Is O'Reilly & Associates bending the definition of open source as it promotes a book on the subject?

Published May 20, 1999 4:00PM (EDT)

Last month Al Gore riled free software fans by declaring his campaign Web site part of the "open-source" movement -- even as the site employed Microsoft software to serve up its pages. But you could forgive him; he probably had no idea what he was talking about. On Tuesday, however, a company that should have known better fell into a similar trap -- abusing the term "open source" in the service of its own marketing efforts.

Computer book publisher O'Reilly & Associates announced that it was "open sourcing" its recent compendium of essays, "OpenSources: Voices From the Open Source Revolution." Henceforth, read the press release, the entire book would be "freely available (or 'open-sourced')" from the O'Reilly Web site.

Just one little problem -- "open source" doesn't mean just giving people something for free. Much more significantly, the term refers to the right to muck around with the actual source code, to allow people to make changes as they so desire. That's how open-source software development works. As the official Open Source Definition states "the mere ability to read source isn't enough to support independent peer review and rapid evolutionary selection. For rapid evolution to happen, people need to be able to experiment with and redistribute modifications."

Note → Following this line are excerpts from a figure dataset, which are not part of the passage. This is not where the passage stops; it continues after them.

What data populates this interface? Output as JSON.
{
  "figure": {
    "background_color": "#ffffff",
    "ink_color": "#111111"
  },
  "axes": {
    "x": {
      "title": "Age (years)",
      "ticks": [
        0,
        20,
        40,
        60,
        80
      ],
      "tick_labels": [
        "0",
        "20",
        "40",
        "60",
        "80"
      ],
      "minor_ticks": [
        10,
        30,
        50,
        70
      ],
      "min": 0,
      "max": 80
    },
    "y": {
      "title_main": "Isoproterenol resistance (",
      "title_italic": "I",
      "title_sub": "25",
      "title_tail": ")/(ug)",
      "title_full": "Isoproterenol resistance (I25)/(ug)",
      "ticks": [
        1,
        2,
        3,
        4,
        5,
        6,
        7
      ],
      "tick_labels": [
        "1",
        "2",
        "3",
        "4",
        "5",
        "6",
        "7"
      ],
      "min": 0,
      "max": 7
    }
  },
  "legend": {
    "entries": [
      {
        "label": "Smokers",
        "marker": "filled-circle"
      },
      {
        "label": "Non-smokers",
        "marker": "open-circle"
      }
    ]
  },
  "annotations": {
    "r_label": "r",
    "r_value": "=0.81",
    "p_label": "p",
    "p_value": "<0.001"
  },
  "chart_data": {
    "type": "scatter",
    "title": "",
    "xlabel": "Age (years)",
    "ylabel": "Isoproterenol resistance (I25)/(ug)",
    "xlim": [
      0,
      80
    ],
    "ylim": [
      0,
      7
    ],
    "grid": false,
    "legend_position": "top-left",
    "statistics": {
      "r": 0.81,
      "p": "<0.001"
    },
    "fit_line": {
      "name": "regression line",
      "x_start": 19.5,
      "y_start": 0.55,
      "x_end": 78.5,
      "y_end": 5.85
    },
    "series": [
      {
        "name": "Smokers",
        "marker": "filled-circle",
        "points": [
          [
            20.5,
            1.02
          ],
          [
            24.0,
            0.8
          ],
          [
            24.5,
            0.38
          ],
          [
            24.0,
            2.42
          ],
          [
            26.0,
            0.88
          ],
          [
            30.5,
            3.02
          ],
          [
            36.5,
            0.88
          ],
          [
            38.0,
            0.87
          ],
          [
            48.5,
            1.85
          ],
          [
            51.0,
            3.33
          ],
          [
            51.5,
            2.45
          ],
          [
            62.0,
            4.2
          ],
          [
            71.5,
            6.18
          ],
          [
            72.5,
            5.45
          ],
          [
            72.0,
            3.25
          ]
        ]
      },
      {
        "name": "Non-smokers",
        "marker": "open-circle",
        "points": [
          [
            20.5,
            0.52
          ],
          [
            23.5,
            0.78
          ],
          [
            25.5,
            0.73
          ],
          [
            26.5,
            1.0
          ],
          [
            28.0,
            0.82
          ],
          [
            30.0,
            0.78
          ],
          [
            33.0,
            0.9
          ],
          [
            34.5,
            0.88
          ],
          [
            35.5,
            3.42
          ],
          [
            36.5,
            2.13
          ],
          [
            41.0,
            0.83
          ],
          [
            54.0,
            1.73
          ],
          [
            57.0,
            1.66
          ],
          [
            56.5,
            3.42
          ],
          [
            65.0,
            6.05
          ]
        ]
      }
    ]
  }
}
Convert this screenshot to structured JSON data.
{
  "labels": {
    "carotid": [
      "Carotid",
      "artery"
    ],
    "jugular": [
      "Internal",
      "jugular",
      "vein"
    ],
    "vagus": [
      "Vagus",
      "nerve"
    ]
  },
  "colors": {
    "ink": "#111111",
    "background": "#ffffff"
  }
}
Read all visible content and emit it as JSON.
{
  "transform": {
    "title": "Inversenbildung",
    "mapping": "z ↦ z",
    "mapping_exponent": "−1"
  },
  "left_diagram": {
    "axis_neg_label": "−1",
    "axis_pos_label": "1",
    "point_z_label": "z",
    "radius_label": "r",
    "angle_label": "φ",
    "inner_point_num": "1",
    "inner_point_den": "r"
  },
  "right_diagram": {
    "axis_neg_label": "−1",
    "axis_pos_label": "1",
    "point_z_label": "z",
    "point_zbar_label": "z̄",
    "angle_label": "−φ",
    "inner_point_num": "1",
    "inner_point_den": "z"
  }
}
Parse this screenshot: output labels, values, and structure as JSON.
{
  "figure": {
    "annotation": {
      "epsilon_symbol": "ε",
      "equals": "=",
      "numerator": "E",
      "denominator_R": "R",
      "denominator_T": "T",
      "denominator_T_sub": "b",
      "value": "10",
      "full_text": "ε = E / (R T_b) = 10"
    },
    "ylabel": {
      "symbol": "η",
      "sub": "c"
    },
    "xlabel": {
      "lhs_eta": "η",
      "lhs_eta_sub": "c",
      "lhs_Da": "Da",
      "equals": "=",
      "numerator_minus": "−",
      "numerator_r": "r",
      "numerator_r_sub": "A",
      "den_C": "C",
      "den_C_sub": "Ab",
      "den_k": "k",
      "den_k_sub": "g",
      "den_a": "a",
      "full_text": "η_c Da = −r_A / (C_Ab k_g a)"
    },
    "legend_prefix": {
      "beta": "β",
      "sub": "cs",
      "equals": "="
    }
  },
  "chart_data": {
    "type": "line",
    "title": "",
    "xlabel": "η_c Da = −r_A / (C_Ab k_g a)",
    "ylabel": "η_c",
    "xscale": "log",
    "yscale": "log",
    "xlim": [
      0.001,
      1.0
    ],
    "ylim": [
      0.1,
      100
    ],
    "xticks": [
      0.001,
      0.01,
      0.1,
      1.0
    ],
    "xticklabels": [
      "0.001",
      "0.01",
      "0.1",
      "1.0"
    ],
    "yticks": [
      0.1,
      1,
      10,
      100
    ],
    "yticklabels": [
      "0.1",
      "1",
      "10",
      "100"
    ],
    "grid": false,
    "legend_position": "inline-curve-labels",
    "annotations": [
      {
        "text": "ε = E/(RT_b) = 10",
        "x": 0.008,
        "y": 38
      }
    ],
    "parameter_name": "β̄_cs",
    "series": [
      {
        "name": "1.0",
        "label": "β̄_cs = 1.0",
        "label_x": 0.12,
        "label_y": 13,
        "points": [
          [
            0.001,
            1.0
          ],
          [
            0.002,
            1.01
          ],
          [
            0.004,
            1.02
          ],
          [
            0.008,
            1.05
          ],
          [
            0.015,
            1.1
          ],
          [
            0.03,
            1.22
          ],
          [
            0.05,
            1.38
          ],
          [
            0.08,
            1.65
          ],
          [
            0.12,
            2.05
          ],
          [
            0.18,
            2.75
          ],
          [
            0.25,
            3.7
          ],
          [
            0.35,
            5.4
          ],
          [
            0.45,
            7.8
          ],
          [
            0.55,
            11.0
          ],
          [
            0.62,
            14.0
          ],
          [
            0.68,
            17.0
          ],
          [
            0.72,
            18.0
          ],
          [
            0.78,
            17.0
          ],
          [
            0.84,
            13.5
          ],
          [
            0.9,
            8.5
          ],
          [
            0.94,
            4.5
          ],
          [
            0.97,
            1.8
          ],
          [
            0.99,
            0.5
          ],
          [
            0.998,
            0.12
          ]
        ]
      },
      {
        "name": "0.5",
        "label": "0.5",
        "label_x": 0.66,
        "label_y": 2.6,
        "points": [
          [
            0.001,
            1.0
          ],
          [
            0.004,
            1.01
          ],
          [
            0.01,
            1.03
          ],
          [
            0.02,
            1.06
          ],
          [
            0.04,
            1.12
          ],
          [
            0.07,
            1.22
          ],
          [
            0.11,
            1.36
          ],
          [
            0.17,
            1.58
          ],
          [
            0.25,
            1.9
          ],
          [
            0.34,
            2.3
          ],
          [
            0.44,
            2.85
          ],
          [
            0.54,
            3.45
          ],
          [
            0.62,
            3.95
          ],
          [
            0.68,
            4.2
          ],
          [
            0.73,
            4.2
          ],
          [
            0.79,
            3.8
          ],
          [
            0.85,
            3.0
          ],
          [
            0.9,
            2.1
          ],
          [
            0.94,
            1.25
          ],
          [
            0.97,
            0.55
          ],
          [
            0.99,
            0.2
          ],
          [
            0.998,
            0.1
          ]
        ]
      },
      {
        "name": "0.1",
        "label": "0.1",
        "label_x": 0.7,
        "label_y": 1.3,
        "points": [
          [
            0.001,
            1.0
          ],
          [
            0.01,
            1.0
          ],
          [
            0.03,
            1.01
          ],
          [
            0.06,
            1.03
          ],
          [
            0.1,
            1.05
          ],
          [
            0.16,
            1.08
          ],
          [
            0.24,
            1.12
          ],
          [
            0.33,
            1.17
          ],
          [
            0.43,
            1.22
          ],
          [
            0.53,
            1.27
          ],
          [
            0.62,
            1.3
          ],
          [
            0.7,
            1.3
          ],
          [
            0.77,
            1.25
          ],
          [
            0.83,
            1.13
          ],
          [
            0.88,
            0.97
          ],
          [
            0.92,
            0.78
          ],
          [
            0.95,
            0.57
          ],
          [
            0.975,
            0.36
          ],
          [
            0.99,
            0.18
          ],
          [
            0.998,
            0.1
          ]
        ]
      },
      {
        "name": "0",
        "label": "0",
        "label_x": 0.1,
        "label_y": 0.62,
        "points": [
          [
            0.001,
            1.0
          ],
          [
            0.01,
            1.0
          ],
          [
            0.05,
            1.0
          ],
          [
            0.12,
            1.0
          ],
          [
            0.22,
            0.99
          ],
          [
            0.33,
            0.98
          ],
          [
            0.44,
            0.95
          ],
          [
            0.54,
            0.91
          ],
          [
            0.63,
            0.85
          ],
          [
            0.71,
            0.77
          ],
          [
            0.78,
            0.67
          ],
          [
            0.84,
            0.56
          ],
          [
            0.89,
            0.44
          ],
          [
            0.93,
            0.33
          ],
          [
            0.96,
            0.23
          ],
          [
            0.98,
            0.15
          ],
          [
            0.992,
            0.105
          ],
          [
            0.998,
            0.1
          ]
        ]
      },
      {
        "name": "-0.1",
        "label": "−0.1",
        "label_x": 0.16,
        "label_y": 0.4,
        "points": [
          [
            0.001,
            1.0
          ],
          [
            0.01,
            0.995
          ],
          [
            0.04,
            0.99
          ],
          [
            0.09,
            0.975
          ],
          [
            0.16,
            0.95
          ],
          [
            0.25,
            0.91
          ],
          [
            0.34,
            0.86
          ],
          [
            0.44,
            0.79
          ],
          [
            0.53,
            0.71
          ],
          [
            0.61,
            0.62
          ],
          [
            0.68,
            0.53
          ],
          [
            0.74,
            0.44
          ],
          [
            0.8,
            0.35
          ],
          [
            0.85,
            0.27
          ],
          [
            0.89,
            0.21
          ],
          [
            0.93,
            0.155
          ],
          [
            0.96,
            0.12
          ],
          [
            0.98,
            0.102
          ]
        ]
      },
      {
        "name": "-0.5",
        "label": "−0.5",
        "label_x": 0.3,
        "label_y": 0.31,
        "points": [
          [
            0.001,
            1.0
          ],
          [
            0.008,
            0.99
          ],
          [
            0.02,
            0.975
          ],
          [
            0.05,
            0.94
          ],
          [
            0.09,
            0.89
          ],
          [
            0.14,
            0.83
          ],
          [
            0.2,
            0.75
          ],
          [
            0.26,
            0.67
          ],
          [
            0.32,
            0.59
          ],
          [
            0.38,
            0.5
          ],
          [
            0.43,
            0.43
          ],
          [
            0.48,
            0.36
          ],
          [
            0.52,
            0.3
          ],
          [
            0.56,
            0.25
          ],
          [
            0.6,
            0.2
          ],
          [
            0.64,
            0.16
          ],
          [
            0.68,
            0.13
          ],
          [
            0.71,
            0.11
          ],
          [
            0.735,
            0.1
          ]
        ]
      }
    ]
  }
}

Most people, Richard Stallman aside, might agree that a book is a different animal than a computer program. So Tim O'Reilly, CEO of O'Reilly & Associates, has a defensible point when he argues that "unlike computer source code, you don't want people changing the primary source material."

But if O'Reilly & Associates don't want people futzing with the source, then maybe the company shouldn't call what it is doing "open source." As John Gilmore, one of the founders of the open-source software and services company Cygnus Systems, noted in an e-mail to the Free Software Business mailing list, "Open Source has nothing to do with making frozen and unmodifiable images available over the Internet ... There sure are a lot of people trying to claim they are 'Open Source' while reserving all sorts of important rights to themselves alone."

As Gilmore later pointed out, "O'Reilly is one of the few companies who actually understand open source -- I'm surprised that they made this mistake. It was probably an accident."

Representatives of O'Reilly were not available to comment. But even if the wording of the press release was an accident, it could still have unfortunate consequences. One such consequence might be disillusionment on the part of the people who are actually doing open source, as they see the symbols of the movement co-opted for marketing purposes. As Eric Raymond, president of the Open Source Initiative (which owns the "open source" trademark), said, "Errors like this have the potential to do a lot of damage."